An important pair of imperial carved cinnabar lacquer 'Southern inspection tour' scroll boxes, Qianlong period (1736-1795)
Lot 4012. An important pair of imperial carved cinnabar lacquer 'Southern inspection tour' scroll boxes, Qianlong period (1736-1795); 29 3/4 in. (75.7 cm.) long. Estimate 5,000,000 - HKD 8,000,000. Price realised HKD 10,740,000. © Christie's Images Ltd 2012.
Each box is of rectangular form and constructed with an upper sliding lid which is carved in relief with a pair of striding five-clawed dragons amidst clouds. The dragons are divided by a central rectangular cartouche bearing the characters, Nanxuntu Wu, 'Southern Inspection Painting, (series no.) seven', and the other inscribed with Nanxuntu Wei, 'Southern Inspection Painting, (series no.) eight'. The vertical sides similarly carved with dragons amidst clouds above breaking waves.
Provenance: Spink & Son Ltd., London.
Literature: The Minor Arts of China III, Spink & Son, London, 1987, no. 11
D. Clifford, Chinese Carved Lacquer, Bamboo Press, London, 1992, pl. 98.
Note: Emperor Qianlong made six inspection visits to the South of China during his long reign, the same number of tours were made by his much revered grandfather, Emperor Kangxi. As with Kangxi's pictorial record of his grand tour to the south in 1689, which was executed over a series of twelve handscrolls, Emperor Qianlong also commissioned his first visit to the south (1751) to be captured in pictorial form. In 1764, Qianlong commissioned the court artist Xu Yang to document his inspection tour in the same fashion. Xu Yang's twelve volume rendition was finally completed just before Qianlong's sixtieth birthday in 1770.
Qianlong's twelve handscrolls were executed on silk and according to Palace archives, in Qianlong's thirty-fourth year (1769), meticulous instructions were sent to have boxes made for each of these large scrolls. These boxes were to be based on an earlier set of twelve zitan boxes that were made to fit the handscrolls entitled, Shao Lu Fu. However, the Southern Inspection Tour boxes were to have in addition cloud and dragon motifs. Furthermore, the Maoqin Hall, one of the studios within the Forbidden Palace, was to provide the calligraphy for which the title to be inscribed onto the legend. These specifications were then sent to the Suzhou workshops where the designs were applied on cinnabar lacquer boxes. Each of these boxes was numbered, under its title of Nanxuntu, with a numeral that followed the twelve Earthly branches: zi, chou, yin, mao, chen, si, wu, wei, shen, you, xu, and hai. The present boxes inscribed with the characters wu and wei, would have accommodated handscrolls numbered 7 and 8 respectively. The only other published example of a Nanxuntu box is inscribed mao, numbered 4, in the Metropolitan Museum Collection, illustrated by James C.Y. Watt. 'The Antique-Elegant', Possessing the Past, Treasures from the National Museum, Taipei, 1996, p. 533, fig. 177.
These silk massive paintings have since been dispersed and handscrolls numbered 1, 7, 8 and 11 are now missing. Two examples remain in the Palace Museum; these are handscroll number 9 and the last in the series. The former handscroll was included in the exhibition, The Life of Emperor Qianlong, the Macao Museum of Art, 2002, and illustrated in the Catalogue, no. 110; and number 12 handscroll was included in the exhibition, China - The Three Emperors 1662-1795, Royal Academy of Arts, London, 2005-2006, illustrated in the Catalogue, pp. 90-91, no. 14. It has been estimated that the entire twelve handscrolls if measured together should been over 150 metres in length, ibid., 2005, p. 389. The other remaining handscrolls have been identified by Maxwell K. Hearn in various collections: number 2 in the Mactaggart Art Collection, University of Alberta, Canada; number 3, in Musee des Beaux Arts, Nice; numbers 4 and 6 are in the Metropolitan Museum, New York at least one of which retains its original carved lacquer box (see Wen C. Fong and James C.Y. Watt, 1996, p. 533, fig. 177); number 5, in the Collection of Keitaro Tanaka, Tokyo; and number 10, Musee Guimet, Paris, [see M.K. Hearn, "Document and Portait: The Southern Tour Paintings of Kangxi and Qianlong", Pheobus 6 (Chinese Painting under the Qianlong Emperor), Number 1, Tempe, Arizona State University, 1991]. Shortly after the silk paintings were finished, a duplicate set was made and completed in 1776; these paintings were executed on paper and the entire set is now in the collection of the Historical Museum, Beijing.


Your instructions -> Give the data again exactly, without images.

Material provided ->
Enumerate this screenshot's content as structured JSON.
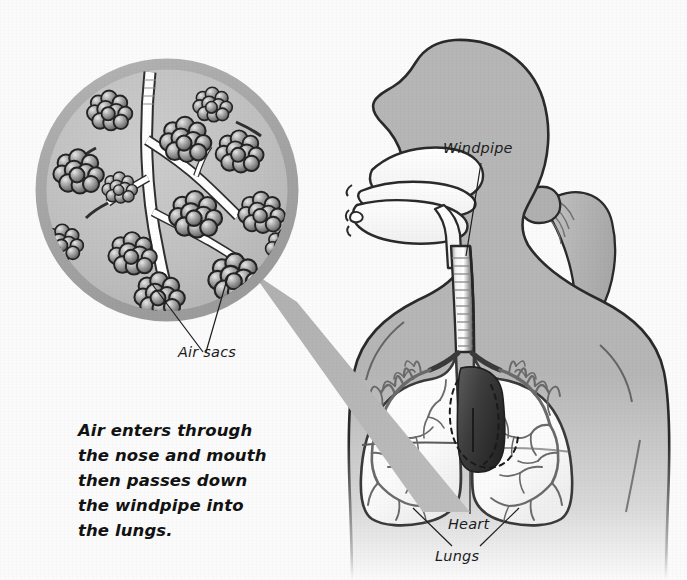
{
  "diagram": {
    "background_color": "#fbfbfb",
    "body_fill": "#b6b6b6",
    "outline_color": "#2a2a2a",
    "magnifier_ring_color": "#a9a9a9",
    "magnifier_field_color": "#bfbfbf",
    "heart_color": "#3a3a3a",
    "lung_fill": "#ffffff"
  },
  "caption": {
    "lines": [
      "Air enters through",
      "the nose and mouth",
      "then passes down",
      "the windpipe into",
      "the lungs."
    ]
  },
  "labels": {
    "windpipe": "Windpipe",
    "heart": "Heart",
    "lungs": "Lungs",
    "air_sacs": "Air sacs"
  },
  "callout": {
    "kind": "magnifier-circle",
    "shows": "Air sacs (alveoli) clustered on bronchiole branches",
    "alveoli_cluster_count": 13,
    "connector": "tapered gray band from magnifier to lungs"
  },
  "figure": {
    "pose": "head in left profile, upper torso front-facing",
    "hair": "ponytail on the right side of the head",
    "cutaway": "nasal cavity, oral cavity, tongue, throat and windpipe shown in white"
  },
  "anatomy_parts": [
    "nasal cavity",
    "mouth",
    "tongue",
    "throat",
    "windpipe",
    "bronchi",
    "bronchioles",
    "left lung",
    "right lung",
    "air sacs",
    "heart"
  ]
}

Exercise output ->
Enumerate this screenshot's content as structured JSON.
{
  "diagram": {
    "background_color": "#fbfbfb",
    "body_fill": "#b6b6b6",
    "outline_color": "#2a2a2a",
    "magnifier_ring_color": "#a9a9a9",
    "magnifier_field_color": "#bfbfbf",
    "heart_color": "#3a3a3a",
    "lung_fill": "#ffffff"
  },
  "caption": {
    "lines": [
      "Air enters through",
      "the nose and mouth",
      "then passes down",
      "the windpipe into",
      "the lungs."
    ]
  },
  "labels": {
    "windpipe": "Windpipe",
    "heart": "Heart",
    "lungs": "Lungs",
    "air_sacs": "Air sacs"
  },
  "callout": {
    "kind": "magnifier-circle",
    "shows": "Air sacs (alveoli) clustered on bronchiole branches",
    "alveoli_cluster_count": 13,
    "connector": "tapered gray band from magnifier to lungs"
  },
  "figure": {
    "pose": "head in left profile, upper torso front-facing",
    "hair": "ponytail on the right side of the head",
    "cutaway": "nasal cavity, oral cavity, tongue, throat and windpipe shown in white"
  },
  "anatomy_parts": [
    "nasal cavity",
    "mouth",
    "tongue",
    "throat",
    "windpipe",
    "bronchi",
    "bronchioles",
    "left lung",
    "right lung",
    "air sacs",
    "heart"
  ]
}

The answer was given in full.